Thursday, February 24, 2005

Yukos

This is a story that we'll keep reading more and more about. I think the blogosphere will start digging up stuff on this. I know that Cheney wined and dined this guy, Mikhail Khodorkovsky, before he was behind bars. I want to know more about the whole thing.
Much of the contact with the oligarchs--in particular, Khodorkovsky--has taken place under the auspices of The Carlyle Group, the Washington-based private equity fund that, with more than $17.5 billion under management and investments in thirteen countries across three continents, is among the world's largest.

Carlyle's ties to both Bush administrations are many and well known. James A. Baker III, secretary of state under Bush pere and today the younger Bush's special envoy on Iraqi debt, serves Carlyle as its "Senior Counselor," having joined the group in 1993. George H.W. Bush himself held the position of "Senior Adviser" at the firm from 1999 until 2003; other Carlyle officials include his former budget director, Dick Darman, as well as Frank Carlucci, who served as secretary of defense during his vice presidency.

In November 2001, two months after the terrorist attacks on New York and Washington, Khodorkovsky was invited to a lavish Carlyle dinner in London, where he chatted with the former president Bush. Three months later, in February 2002, the oligarch dined again with Bush, this time in a more intimate setting: a private lunch at a Houston country club, a small gathering to introduce the Russian oilman to the former president's friends in the local oil community. That April, Khodorkovsky's bank announced its intention to invest $50 million in The Carlyle Group, and he was appointed to the fund's energy board. In June 2003 came the real coup, a dinner at a private home in Beaver Creek, Colorado, the "top-dollar, ultra-plush luxury resort" (as a local paper calls it) just up the valley from Vail. This time, the gathering of a dozen or so included a man with a singular interest in the future of Russia and the petrochemicals industry: Vice President Dick Cheney.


Instructions for the task: From the entries below, return every line that includes the word "figure".

+ + + + +

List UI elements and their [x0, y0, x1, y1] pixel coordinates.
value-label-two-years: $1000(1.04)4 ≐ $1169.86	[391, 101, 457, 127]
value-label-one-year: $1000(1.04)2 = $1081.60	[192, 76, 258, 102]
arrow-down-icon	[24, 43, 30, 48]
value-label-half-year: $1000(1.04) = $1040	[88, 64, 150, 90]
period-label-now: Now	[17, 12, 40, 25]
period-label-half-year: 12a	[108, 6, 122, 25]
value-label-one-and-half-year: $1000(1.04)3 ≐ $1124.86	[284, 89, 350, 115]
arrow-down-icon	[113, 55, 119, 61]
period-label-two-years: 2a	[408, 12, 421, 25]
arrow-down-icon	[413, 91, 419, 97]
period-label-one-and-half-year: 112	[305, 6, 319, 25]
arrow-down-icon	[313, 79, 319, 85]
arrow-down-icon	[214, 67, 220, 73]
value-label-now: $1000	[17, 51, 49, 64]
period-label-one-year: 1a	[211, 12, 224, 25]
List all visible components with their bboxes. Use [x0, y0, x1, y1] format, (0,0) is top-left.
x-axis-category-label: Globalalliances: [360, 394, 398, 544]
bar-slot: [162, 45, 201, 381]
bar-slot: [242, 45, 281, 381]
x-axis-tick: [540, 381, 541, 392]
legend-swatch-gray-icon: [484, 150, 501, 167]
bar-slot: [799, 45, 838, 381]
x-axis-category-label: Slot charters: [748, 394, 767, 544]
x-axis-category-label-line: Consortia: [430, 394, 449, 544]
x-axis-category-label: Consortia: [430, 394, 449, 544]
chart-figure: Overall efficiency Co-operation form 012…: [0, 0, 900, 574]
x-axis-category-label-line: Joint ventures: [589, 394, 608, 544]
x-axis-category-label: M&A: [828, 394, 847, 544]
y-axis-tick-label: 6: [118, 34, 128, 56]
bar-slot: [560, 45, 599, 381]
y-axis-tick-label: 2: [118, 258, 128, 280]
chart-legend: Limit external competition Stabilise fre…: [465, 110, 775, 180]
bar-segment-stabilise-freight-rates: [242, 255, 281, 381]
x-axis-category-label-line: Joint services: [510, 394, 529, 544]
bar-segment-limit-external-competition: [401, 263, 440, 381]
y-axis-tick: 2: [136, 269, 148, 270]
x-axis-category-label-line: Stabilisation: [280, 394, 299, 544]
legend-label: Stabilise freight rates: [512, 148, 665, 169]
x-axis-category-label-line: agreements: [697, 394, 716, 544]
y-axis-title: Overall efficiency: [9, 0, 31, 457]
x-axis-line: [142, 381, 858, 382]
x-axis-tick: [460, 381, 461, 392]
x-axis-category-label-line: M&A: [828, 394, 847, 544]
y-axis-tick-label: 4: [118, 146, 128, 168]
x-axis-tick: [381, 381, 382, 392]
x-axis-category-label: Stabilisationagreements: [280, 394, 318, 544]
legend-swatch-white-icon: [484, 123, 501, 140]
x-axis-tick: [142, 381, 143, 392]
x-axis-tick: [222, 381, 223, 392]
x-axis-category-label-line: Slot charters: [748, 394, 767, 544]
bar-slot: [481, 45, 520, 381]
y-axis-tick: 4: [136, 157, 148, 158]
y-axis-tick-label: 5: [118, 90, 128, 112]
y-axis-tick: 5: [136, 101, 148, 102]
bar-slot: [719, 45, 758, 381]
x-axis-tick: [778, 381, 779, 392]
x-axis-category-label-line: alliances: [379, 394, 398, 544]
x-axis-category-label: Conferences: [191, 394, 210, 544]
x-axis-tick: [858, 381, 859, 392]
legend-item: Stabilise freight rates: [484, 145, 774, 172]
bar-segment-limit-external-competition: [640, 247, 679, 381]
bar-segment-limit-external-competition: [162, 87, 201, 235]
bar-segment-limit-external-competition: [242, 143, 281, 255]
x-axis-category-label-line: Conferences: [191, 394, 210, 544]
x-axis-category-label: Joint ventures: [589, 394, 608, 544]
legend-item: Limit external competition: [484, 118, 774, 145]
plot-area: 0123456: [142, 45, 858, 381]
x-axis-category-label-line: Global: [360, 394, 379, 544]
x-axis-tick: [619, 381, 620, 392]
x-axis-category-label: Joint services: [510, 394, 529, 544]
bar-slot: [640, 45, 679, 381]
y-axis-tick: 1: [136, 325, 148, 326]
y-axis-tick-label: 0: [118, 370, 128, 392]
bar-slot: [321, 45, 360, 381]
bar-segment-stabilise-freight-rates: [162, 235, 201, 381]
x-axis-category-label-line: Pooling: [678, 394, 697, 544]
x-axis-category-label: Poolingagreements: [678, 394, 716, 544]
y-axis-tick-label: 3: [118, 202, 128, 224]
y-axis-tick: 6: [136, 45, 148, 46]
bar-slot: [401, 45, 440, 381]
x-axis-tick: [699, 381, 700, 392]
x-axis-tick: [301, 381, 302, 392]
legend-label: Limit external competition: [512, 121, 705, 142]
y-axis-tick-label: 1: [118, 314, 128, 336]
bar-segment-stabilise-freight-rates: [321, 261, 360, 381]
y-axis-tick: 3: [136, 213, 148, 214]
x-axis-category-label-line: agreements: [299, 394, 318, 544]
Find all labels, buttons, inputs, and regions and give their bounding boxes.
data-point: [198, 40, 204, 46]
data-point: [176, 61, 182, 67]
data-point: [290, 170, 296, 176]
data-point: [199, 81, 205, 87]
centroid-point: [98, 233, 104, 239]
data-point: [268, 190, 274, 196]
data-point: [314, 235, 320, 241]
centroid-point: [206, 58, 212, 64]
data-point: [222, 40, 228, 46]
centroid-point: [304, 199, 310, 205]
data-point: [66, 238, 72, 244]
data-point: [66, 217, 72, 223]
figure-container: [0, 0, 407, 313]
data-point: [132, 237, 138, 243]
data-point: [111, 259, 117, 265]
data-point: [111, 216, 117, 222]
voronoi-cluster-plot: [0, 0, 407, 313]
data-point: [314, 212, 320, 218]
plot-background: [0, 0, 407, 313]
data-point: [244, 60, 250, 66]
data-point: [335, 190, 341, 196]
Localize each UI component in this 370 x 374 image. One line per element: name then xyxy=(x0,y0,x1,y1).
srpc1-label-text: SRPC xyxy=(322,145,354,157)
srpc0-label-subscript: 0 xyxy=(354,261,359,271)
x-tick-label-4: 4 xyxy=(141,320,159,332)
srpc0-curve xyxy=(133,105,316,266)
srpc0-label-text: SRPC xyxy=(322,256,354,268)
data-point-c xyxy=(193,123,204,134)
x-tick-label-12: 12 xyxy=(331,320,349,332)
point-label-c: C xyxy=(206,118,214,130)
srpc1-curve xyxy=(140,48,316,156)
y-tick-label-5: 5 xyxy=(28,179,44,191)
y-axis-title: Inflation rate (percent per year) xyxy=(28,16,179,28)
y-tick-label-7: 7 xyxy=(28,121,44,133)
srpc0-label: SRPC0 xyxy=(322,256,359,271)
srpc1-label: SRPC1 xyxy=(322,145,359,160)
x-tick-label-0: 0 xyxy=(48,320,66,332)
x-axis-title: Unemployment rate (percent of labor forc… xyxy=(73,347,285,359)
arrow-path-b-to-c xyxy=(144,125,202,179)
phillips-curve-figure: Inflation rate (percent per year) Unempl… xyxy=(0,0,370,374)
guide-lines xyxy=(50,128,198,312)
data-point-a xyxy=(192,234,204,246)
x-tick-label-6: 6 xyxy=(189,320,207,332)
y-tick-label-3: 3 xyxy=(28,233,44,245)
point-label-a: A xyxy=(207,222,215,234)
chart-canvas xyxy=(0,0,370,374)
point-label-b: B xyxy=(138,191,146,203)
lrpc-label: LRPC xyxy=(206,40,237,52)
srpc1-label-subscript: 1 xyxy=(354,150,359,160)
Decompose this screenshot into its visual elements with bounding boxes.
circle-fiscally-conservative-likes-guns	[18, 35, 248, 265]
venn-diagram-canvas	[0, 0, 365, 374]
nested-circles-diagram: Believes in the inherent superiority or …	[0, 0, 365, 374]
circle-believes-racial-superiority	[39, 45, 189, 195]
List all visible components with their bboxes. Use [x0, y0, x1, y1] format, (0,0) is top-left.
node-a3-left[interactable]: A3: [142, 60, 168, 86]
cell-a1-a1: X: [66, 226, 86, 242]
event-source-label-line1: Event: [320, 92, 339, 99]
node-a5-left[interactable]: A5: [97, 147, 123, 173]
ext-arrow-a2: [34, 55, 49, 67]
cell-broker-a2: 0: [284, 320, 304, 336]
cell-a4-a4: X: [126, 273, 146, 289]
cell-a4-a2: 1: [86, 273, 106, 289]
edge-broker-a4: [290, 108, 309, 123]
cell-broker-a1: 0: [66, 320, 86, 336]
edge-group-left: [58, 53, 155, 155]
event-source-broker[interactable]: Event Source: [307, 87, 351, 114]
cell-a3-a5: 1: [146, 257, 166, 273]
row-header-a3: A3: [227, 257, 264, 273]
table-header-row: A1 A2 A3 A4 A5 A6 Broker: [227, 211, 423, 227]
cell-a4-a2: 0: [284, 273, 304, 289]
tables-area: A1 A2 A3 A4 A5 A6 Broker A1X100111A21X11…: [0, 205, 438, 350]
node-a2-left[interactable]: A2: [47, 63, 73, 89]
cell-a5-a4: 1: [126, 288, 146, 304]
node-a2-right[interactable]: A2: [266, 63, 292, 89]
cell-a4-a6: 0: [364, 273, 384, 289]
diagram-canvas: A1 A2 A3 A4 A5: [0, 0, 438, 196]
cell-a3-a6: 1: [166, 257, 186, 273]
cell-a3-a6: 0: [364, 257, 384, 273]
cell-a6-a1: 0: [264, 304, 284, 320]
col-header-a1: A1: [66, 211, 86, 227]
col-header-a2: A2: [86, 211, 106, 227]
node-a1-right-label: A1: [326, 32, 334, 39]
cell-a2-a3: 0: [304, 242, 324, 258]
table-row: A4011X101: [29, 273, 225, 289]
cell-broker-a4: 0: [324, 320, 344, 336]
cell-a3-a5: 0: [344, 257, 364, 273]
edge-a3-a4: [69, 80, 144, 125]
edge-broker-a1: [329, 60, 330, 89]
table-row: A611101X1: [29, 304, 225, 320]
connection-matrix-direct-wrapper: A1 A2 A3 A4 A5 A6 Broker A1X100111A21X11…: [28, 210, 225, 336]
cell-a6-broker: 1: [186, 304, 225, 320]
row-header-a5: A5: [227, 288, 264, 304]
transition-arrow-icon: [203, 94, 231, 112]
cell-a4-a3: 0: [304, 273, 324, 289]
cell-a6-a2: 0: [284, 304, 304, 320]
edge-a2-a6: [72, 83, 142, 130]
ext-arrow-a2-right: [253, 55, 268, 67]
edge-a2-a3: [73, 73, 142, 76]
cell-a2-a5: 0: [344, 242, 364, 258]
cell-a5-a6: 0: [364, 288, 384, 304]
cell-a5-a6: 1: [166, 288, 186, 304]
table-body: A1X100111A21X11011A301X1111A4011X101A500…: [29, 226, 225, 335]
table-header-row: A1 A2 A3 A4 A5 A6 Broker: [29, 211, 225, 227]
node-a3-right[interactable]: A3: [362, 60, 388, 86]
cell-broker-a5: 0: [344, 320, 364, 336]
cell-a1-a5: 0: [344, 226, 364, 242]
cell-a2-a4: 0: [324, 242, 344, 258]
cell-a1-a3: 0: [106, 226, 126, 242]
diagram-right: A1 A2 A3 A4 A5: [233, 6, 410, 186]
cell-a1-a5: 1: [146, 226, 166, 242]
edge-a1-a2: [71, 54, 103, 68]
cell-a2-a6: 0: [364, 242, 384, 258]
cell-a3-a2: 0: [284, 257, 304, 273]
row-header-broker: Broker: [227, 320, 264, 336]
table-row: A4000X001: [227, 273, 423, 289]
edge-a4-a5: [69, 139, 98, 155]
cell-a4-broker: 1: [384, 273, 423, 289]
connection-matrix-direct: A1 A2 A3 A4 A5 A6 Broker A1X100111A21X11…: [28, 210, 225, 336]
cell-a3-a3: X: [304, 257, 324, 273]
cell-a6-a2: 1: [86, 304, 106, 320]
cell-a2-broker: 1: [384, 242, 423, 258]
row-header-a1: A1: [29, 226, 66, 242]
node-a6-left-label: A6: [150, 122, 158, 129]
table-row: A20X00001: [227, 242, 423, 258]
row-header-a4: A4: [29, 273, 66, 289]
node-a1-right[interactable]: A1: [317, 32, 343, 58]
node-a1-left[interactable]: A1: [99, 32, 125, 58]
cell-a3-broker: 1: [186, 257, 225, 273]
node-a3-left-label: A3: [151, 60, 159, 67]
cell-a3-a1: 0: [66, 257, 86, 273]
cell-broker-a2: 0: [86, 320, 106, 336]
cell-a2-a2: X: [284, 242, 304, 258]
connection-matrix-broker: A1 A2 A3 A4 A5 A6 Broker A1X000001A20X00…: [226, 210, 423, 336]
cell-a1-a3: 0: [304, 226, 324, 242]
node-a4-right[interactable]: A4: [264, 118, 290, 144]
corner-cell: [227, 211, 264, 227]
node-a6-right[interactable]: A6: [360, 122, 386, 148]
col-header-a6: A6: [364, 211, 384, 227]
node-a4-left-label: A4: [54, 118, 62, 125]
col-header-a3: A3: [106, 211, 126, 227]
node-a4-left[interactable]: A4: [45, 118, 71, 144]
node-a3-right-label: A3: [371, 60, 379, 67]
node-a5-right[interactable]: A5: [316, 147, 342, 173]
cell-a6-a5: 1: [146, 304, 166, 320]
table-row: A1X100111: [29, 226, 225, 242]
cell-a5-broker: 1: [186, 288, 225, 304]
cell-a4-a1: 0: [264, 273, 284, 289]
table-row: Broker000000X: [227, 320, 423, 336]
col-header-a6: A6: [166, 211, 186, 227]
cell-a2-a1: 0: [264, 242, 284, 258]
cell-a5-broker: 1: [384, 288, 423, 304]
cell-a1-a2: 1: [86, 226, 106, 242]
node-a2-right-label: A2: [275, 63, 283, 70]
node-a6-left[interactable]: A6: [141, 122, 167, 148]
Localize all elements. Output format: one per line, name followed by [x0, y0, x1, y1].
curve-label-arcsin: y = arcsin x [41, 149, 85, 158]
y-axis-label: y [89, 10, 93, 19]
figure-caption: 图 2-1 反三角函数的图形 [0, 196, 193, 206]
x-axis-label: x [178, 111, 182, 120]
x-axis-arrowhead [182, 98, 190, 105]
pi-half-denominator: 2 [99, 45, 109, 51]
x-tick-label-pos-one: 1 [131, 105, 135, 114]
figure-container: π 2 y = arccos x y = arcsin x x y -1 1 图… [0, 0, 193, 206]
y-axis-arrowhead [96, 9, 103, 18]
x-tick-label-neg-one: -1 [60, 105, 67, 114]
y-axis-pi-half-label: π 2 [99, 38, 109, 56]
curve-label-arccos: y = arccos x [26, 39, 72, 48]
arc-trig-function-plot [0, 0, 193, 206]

+ + + + +

Result of the task:
chart-figure: Overall efficiency Co-operation form 012…: [0, 0, 900, 574]
figure-container: [0, 0, 407, 313]
phillips-curve-figure: Inflation rate (percent per year) Unempl… xyxy=(0,0,370,374)
figure-caption: 图 2-1 反三角函数的图形 [0, 196, 193, 206]
figure-container: π 2 y = arccos x y = arcsin x x y -1 1 图… [0, 0, 193, 206]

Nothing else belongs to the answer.